At age seventeen, Helen Pendleton considered herself to be a modern woman, eager to embrace the new century. While the normal path for a female in her New York town was matrimony and children, she shocked her parents by planning to attend college and hoping to eventually become a schoolteacher. So when her neighbor, Albert, surprised her by proposing marriage, she was smugly confident in her decision to decline his offer.
Yet time and adversity changed everything.
Three years later, with her parents deceased, and college a fading memory, she’s in dire straits. Her father’s business is bankrupt, and she’s losing her home. She is desperate, and as she reaches her lowest ebb, she receives a letter from Albert.
After she spurned him, he and his family moved west, pursuing their dream of homesteading in the Dakotas. When he hears of her dilemma, he offers marriage again, tempting her with tales of his prosperous ranch and the fine house he’s built for her out on the prairie.
With Helen out of ideas or options, she accepts his proposal, abandoning her prior certainty that she can be free and independent. But Albert has lied to her about his life on the Great Plains. He has no aptitude for ranching, and his family’s homestead is a bleak, barren place where wind, weather, and isolation guarantee that their survival is always in question.

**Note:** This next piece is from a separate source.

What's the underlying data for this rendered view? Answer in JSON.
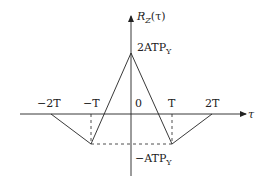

Helen arrives in the Dakotas, seeking the security Albert has promised. But she is unprepared for the grueling reality that awaits. Trapped in a downward spiral of work and worry, and wed to a man she could never love, she must find the inner strength to endure the hand that fate has dealt her.
Bestselling novelist, Cheryl Holt, paints a world of triumph and tragedy, of joy and sorrow, where people are tested to their limits and the best and worst of humanity is revealed. Mud Creek is a tremendous, accessible, and heartrending book that whirls to a gripping climax, featuring Ms. Holt’s most memorable characters in years.